Loan Defaults Costly for Certain Group of Participants

April 1, 2011 (PLANSPONSOR.com) – A Financial Literacy Center working paper suggests that overall, one in ten plan loans results in a default, and eight of ten workers who leave a job with a plan loan outstanding then default on that loan.

The researchers found “deemed distributions” due to loan defaults amounted to $600 million in 2007, representing 0.2% of $3.7 trillion in assets held in DC plans, so loan defaults in aggregate terms are thus small, compared to total assets held in DC plans. However, the analysis found loan defaults may be costly for particular groups of participants such as the economically vulnerable or financially unsophisticated.  

The researchers analyzed a dataset consisting of over 100,000 retirement plan participants who terminated employment with a pension loan outstanding, during the three-year period July 2005 – June 2008. Among 401(k) plan borrowers terminating employment, approximately 80% defaulted on their loans and 20% repaid them.  

The working paper said participants who defaulted on their loan were more likely to have larger loan balances than those who repaid; defaulters also had lower household incomes, smaller 401(k) balances, and lower non-pension financial wealth. “This suggests that loan defaults may arise from liquidity constraints around the time of employment termination,” the researchers wrote.  

The study found other plan and participant factors also matter. For instance, participants leaving their employer with multiple loans outstanding are more likely to default, compared to those with a single loan (even after controlling for total amount borrowed and demographics). This suggests that there is unobserved heterogeneity in credit demand or in behavioral factors such as self control among plan borrowers. Thus participants who taking out one large loan may be more likely to plan for the need to repay in the event of job termination.   

Alternatively, participants with several loans might fail to plan ahead, and thus take several small loans as the need arises, or perhaps they keep borrowing as their plan balance rises over time. In other words, having a one-loan per person limit might protect participants from accumulating more debt than they otherwise might.  

The researchers found local economic conditions have little impact on 401(k) loan defaults during the period analyzed.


What is needed
Copy every line from the material below that holds "name".
Segment Start: Given data
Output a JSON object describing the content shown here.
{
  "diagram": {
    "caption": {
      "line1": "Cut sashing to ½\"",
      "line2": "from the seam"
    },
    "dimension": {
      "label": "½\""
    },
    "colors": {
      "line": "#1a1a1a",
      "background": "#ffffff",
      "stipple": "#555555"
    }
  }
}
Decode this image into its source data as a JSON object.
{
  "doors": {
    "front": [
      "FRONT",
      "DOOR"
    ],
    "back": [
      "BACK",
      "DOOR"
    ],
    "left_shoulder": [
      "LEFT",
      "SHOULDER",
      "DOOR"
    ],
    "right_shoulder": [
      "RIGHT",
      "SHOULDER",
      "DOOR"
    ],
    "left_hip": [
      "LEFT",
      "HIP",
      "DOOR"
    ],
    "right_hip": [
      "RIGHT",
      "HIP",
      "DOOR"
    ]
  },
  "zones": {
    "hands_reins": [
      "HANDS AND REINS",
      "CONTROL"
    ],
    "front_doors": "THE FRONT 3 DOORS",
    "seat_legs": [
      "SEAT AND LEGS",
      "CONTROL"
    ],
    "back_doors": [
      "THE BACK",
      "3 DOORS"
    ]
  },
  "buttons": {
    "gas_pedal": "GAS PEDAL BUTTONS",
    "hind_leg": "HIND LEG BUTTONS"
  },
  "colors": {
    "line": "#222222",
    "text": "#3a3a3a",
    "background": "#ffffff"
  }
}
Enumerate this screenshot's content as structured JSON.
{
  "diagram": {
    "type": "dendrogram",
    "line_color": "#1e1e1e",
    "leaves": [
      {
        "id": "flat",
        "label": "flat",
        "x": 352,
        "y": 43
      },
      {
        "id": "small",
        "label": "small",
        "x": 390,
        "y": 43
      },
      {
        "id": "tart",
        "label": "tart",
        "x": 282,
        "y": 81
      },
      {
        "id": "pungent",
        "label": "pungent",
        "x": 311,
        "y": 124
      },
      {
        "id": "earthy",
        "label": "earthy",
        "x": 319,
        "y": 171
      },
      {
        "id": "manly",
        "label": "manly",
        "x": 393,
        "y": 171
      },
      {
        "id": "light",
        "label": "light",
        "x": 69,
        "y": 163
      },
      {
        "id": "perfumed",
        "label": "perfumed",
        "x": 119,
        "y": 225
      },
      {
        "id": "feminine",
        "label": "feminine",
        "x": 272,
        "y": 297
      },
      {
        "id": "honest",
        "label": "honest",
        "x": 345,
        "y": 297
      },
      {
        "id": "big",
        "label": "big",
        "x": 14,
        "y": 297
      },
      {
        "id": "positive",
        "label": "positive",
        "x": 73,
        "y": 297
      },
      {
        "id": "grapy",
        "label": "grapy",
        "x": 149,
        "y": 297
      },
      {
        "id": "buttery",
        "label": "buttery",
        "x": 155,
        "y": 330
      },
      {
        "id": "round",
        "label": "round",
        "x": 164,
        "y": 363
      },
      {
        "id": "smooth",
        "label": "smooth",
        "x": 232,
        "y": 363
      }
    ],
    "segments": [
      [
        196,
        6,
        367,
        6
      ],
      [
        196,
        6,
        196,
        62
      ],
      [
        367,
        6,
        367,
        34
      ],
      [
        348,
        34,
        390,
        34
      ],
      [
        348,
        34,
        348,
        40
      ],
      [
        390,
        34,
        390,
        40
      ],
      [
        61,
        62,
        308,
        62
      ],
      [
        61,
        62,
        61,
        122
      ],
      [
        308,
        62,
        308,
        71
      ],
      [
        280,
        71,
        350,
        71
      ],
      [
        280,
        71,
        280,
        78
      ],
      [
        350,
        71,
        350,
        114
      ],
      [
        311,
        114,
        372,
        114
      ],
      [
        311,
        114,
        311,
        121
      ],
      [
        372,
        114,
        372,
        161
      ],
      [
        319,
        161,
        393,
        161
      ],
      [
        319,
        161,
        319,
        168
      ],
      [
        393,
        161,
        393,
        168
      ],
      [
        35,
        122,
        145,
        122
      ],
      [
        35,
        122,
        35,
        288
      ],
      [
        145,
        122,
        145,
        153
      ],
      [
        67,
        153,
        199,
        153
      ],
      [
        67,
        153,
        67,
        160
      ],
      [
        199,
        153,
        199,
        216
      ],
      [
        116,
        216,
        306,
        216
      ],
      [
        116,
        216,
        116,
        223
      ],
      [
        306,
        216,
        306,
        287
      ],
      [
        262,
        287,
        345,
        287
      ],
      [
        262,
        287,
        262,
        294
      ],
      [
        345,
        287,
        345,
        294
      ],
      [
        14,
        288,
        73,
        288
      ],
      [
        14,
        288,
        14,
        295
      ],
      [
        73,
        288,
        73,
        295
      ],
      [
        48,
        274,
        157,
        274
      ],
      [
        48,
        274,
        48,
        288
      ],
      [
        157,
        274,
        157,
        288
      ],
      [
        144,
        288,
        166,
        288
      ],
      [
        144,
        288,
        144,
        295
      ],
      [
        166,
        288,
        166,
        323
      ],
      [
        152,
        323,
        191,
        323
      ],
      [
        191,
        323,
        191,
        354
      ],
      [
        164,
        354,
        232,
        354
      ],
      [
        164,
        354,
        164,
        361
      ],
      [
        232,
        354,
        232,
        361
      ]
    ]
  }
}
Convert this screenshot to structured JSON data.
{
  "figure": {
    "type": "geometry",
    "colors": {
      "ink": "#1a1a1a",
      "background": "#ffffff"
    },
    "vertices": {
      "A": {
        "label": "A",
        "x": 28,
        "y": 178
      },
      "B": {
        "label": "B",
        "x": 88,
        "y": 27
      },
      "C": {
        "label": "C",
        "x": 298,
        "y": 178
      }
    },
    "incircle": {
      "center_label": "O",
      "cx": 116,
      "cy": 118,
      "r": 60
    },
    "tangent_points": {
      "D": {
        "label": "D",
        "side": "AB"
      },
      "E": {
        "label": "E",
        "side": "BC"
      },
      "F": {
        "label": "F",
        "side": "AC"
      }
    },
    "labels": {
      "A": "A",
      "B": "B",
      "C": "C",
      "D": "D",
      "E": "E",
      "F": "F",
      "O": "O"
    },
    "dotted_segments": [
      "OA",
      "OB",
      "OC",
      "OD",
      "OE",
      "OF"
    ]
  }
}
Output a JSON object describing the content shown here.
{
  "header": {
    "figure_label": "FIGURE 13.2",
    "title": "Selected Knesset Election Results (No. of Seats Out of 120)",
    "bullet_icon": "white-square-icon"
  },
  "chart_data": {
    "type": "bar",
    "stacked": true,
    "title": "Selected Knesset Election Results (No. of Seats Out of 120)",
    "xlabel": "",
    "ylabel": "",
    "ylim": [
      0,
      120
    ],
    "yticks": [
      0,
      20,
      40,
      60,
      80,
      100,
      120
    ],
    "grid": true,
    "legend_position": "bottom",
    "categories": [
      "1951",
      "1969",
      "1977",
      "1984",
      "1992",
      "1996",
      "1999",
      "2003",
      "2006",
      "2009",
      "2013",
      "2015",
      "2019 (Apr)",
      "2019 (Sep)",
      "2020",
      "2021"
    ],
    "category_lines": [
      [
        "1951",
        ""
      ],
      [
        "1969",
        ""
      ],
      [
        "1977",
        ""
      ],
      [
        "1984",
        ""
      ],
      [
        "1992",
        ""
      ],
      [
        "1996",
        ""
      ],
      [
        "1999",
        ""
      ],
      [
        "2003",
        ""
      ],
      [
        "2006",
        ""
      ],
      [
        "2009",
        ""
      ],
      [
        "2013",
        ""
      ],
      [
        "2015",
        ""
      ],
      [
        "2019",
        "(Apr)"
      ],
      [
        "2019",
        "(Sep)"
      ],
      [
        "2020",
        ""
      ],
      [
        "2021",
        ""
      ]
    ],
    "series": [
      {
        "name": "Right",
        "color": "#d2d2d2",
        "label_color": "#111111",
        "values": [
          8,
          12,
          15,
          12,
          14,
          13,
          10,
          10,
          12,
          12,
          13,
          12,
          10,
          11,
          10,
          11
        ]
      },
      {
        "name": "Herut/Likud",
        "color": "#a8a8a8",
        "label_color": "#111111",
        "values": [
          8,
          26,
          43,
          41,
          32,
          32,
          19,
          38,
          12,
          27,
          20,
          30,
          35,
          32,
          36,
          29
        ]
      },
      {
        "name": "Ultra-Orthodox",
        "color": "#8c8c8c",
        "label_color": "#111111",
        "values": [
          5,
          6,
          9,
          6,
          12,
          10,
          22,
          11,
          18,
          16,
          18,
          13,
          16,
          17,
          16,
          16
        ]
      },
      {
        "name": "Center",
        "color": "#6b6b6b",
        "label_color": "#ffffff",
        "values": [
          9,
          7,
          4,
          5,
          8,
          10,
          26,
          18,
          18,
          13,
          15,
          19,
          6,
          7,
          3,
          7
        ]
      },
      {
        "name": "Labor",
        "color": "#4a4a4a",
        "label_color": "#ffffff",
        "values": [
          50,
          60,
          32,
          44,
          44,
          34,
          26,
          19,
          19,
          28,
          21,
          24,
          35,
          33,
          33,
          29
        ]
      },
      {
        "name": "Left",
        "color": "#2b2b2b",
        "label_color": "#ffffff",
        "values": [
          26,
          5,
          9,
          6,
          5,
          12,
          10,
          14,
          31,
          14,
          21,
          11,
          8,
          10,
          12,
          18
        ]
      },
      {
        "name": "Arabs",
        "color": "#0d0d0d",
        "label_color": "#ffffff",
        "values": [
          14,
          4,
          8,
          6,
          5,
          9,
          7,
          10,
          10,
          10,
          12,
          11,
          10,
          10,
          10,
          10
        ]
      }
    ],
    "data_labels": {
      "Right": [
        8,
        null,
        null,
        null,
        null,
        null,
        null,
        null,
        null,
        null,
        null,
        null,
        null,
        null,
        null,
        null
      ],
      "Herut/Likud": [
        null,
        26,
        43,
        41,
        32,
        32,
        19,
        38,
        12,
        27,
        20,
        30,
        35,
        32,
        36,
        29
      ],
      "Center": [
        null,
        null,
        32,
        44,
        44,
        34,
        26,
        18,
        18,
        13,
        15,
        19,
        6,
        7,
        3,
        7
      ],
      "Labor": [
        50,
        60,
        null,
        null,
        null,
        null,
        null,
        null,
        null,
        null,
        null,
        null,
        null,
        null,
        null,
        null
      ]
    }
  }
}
Segment End: Given data
Segment Start: Given data
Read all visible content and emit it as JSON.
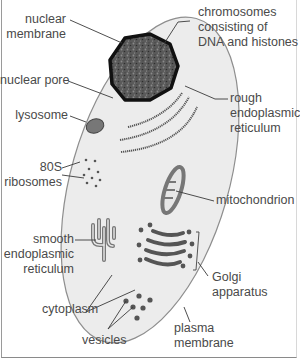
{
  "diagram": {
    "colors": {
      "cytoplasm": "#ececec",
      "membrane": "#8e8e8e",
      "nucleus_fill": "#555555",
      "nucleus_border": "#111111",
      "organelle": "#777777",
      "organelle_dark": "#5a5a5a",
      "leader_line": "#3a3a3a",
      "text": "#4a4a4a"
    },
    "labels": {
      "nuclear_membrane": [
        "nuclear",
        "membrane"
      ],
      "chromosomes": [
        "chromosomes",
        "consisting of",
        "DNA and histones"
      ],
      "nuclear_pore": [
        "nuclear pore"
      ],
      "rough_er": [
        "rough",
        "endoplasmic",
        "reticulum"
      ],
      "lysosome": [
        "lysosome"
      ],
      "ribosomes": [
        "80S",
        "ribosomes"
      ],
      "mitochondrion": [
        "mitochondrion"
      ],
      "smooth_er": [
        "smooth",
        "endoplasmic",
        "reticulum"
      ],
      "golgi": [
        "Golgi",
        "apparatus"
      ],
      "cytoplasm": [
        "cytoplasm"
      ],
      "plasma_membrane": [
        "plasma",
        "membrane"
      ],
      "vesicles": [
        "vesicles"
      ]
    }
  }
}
Segment End: Given data
Task solution
        "name": "Right",
        "name": "Herut/Likud",
        "name": "Ultra-Orthodox",
        "name": "Center",
        "name": "Labor",
        "name": "Left",
        "name": "Arabs",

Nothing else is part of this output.